Since Q4, Alfred sources both vulnerabilities and active threat actor data. This allows it to prioritize actively weaponized CVEs those being used right now by APTs and cybercriminals. This shift ensures that Detectify customers are tested against the vulnerabilities that have the highest probability of being exploited in the wild, often within hours of disclosure.
- Read the update: Alfred gets smarter with threat actor intelligence
- Lab notes on how we built Alfred: AI Agents building security tests
Featured vulnerabilities of the year
2025 was a year where “legacy” misconfigurations collided with modern framework failures. From the panic of new RCEs in React to the relentless exploitation of edge devices, the threat landscape was unforgiving. Thanks to the combined power of our Crowdsource community, internal research team, and Alfred’s enhanced threat intelligence, we were able to weaponize tests for these critical issues (often within hours of disclosure).
Here are the vulnerabilities that defined the year, selected by our researchers for their severity, ubiquity, and the sheer panic they caused in the security community.
CVE-2025-55182: The “React2Shell” Crisis (CVSS 10.0)
This CVSS 10.0 vulnerability demanded attention as it exposed React’s Server Components to unauthenticated remote code execution, affecting millions of modern websites. It generated Log4Shell-levels of panic and was immediately weaponized by China-nexus state actors to compromise web infrastructure globally.
CVE-2025-54253: Adobe AEM’s “Perfect” Storm (CVSS 10.0)
With a CVSS 10.0 severity, this misconfiguration in Adobe Experience Manager allowed unauthenticated attackers to execute code via the exposed Struts2 “DevMode.” It is clear example of how a single forgotten debug endpoint can lead to total system takeover in high-value enterprise environments.
CVE-2025-25257: FortiWeb SQL Injection (CVSS 9.8)
This critical SQL injection vulnerability allowed unauthenticated attackers to execute commands as root on Fortinet’s Web Application Firewalls. It stands out because it compromised the very device meant to protect the network, turning the shield into a weapon for attackers.
CVE-2025-53770 & CVE-2025-53771: The “ToolShell” Chain (SharePoint) (CVSS 9.8 and 6.5)
This chained vulnerability allowed attackers to bypass authentication via header spoofing (53771) and subsequently execute arbitrary code (53770) on on-premise SharePoint servers. Nominated for its ubiquity and severity, the “ToolShell” chain was rapidly adopted by ransomware gangs to breach internal networks and encrypt entire file repositories.
CVE-2025-0282: The Ivanti Zero-Day (CVSS 9.0)
This vulnerability from early in the year allowed unauthenticated attackers to hijack VPN sessions, continuing the relentless trend of edge exploitation. It was exploited as a zero-day by suspected espionage groups (UNC5221), who used it to deploy webshells before a patch was even available.
Detectify vs. Competitors
The DAST market is crowded, and on the surface, many tools look identical. But dig a little deeper, and the differences in philosophy become clear.

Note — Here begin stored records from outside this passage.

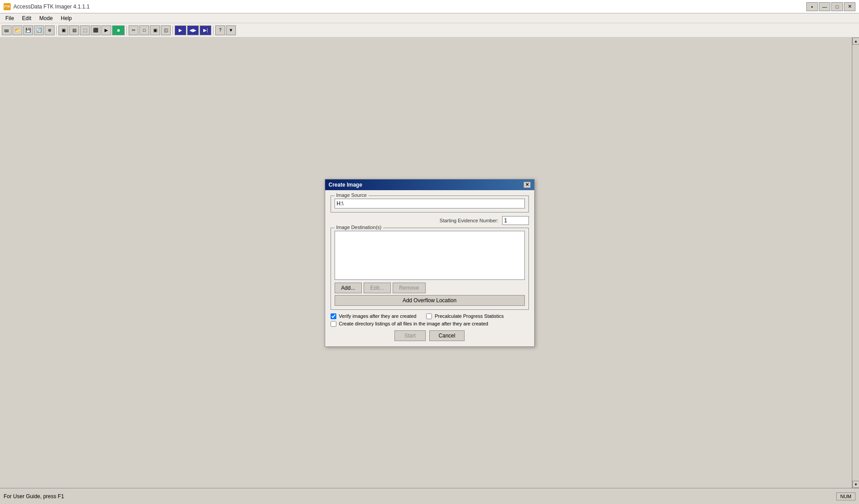 This screenshot has height=504, width=859. What do you see at coordinates (430, 221) in the screenshot?
I see `evidence-number-row: Starting Evidence Number:` at bounding box center [430, 221].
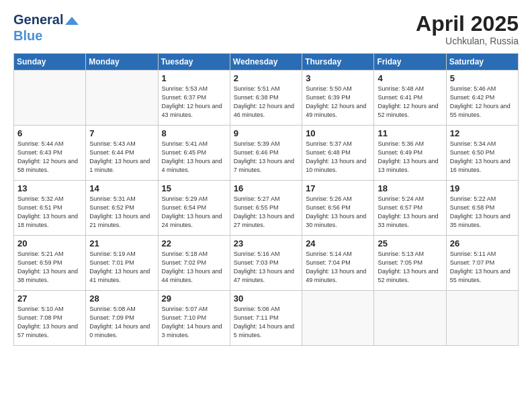  What do you see at coordinates (193, 263) in the screenshot?
I see `day-cell: 22Sunrise: 5:18 AM Sunset: 7:02 PM Dayli…` at bounding box center [193, 263].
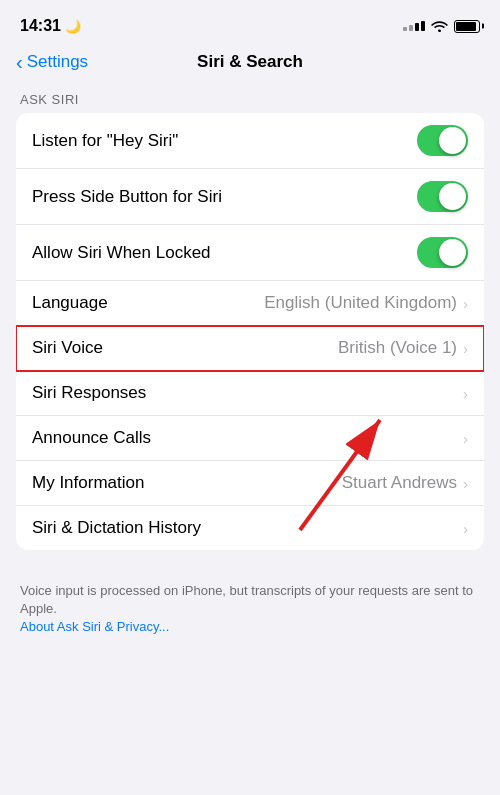  Describe the element at coordinates (250, 484) in the screenshot. I see `my-information-row: My Information Stuart Andrews ›` at that location.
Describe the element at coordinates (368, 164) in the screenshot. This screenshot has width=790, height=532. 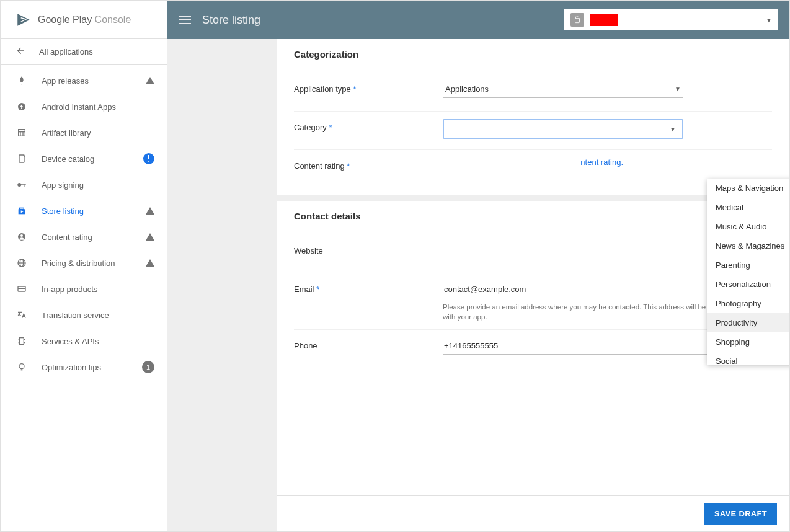
I see `field-label: Content rating *` at that location.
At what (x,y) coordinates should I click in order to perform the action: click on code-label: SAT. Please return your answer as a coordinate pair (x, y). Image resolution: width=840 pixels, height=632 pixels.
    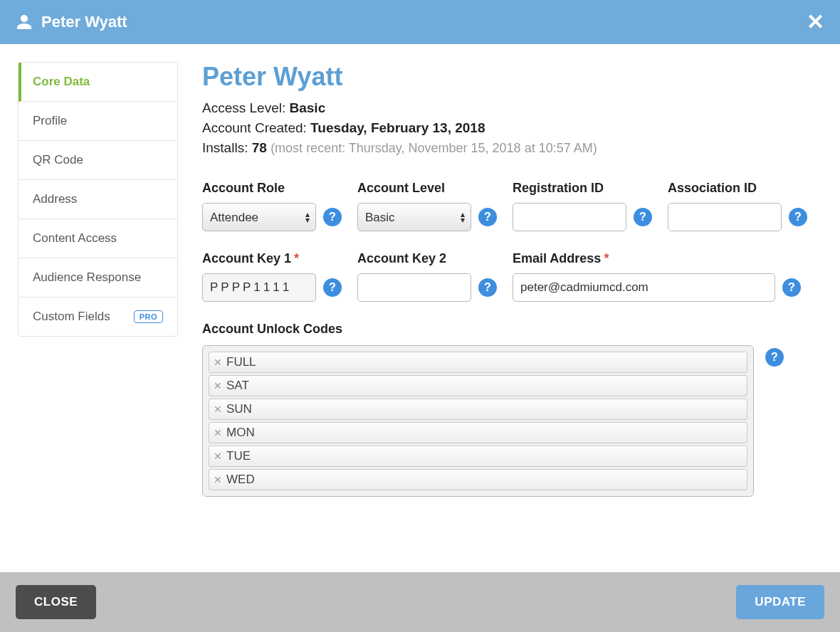
    Looking at the image, I should click on (238, 386).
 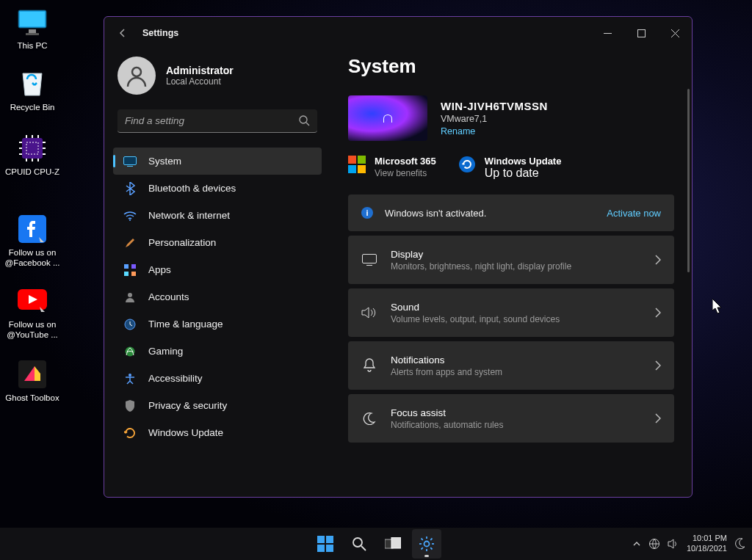 I want to click on nav-item-system: System, so click(x=217, y=161).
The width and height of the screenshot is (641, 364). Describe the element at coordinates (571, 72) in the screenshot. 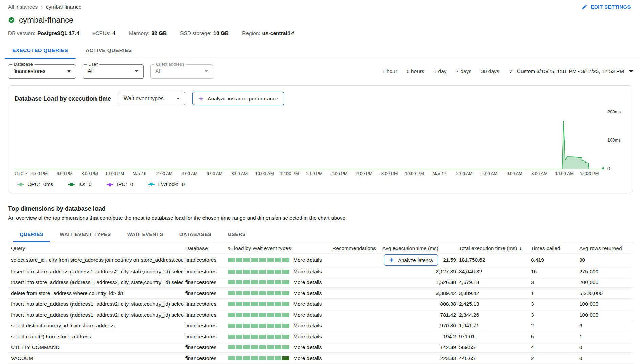

I see `time-range-custom: ✓ Custom 3/15/25, 1:31 PM - 3/17/25, 12:…` at that location.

Some platforms are built for the SOC (casting a wide, shallow net to gather compliance data and potential risks across infrastructure). Others, like Detectify, are more focused on AppSec and uniquely designed to go broad and deep, source the latest CVEs and non-CVE threats, prove exploitability with payloads, and fit seamlessly into your workflows.
In 2025, we published a transparent Detectify vs. Competitors blog series to help you navigate these differences. Whether you need the broad compliance reporting of a platform giant or the hacker-driven precision of a modern DAST, we believe you should choose the tool that fits your team’s DNA.
Need a framework to decide? We also released the DAST Buyer’s Guide 2026. It moves beyond simple feature checklists and evaluates the market across 8 technical criteria—from discovery capabilities to developer workflow. Use it to answer the only question that matters: what do you need to do?